Well, Saba called me out in an semi-anonymous (there’s a picture, but I don’t know who of, and there’s no name – in social media?) blog post on the LMS debate (a bit late to join the fray, no?). I was surprised by the way they referred to me, but there you go(ng). I made a comment which is awaiting moderation, but I’ll give it to you here in the interim:
I don’t know who to thank for this post, but glad to see it. I would like to point you to a subsequent post: When to LMS about why I don’t have a problem with the functionality, I have a problem with the philosophical stance.
Formal learning is necessary, and tracking it can be required, but it’s a small picture. When you look at the larger picture, as you talk about: user-generated content, etc, the notion that you can *manage* this activity becomes somewhat ludicrous. And you don’t want to manage it so much as support it. It’s the move from being an ‘instructor’ to a mentor, a facilitator.
I look at your list of capabilities, and I see support, and facilitation. Hear hear! Great stuff. It’s not management. If you’re doing it task-centric, and community-centric, you’re doing it right, but then it’s not course-centric, and really you’re no longer coming from the perspective of where LMS emerged from.

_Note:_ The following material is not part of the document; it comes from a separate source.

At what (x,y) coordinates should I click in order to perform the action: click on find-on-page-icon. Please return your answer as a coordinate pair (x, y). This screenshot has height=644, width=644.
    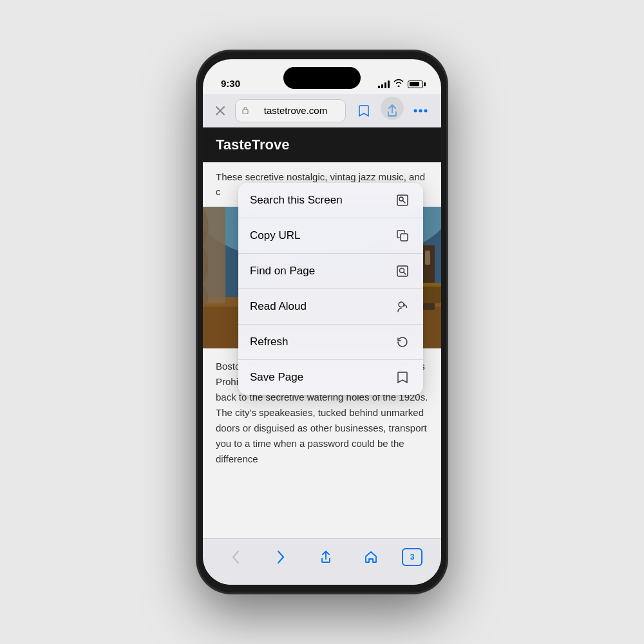
    Looking at the image, I should click on (402, 271).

Yes, Dave Wilkins of Learn.com and Tom Stone of Element K have already argued that the label is still needed in the marketplace, but I’m really trying to shift the way people think about what their role is, and to me using the label LMS is a major barrier to shifting out of the comfort zone. And to me, that’s not just a game of semantics, it’s a fundamental perspective shift that’s necessary and desirable.
Yes, kudos to your customers who are getting much broader leverage from it than I‘m worried about. But despite your claim that my concerns are ‘old news‘, the results my colleagues saw at a recent elearning event in the UK, Allison Rossett‘s recent survey results, and my own client experience suggest that way too many organizations are still seeing things in the old way.
So, what do you think?
David Glow says
Decent points on both sides, but deciding the bout, the judges would have to side with you and your colleagues.
One just has to look at the discussions on groups like ASTD or ElearningGuild to see how quickly the discussions of transitioning or launching elearning or a new learning department transitions into a search for an LMS.
And, at each one of my clients with an installed LMS, the push to leverage more to keep folks IN the LMS versus using other tools for sharing (Web2.0 or Sharepoint portals) is for training departments to attempt at keeping the LMS at the center of the equation for workforce learning (as well as justify year-over-year licensing fees for the tool).
I agree with the assessment that I first heard David Wilkins, my former, and highly respected, coworker express- “this is not an EITHER/OR discussion, it is an AND”. However, the challenge I see is that most companies exploring or continuing LMS usage have the percentage mix exactly backward from what Jay Cross has been expressing for some time. 80% of the learning is embedded in the work experience, not the LMS tool (even the “infrormal learning” widgets that have been added to these tools).
If the LMS tool is well integrated into a workflow, it may be a viable design, but every experience I have seen is that the LMS is a side-dish application “for training” that isn’t integrated directly into an employee’s workflow with transparency.
With the tools that offer many Web2.0 features and components, I feel this is the one element that they seem to be missing; they provide fantastic options and services, but I think the placement behind the “LMS wall” the missing link between the two positions on this discussion.
And, I suspect that it is very possible, and vendors would be willing to provide this design, but changing the customer’s minds may actually point to a larger challenge.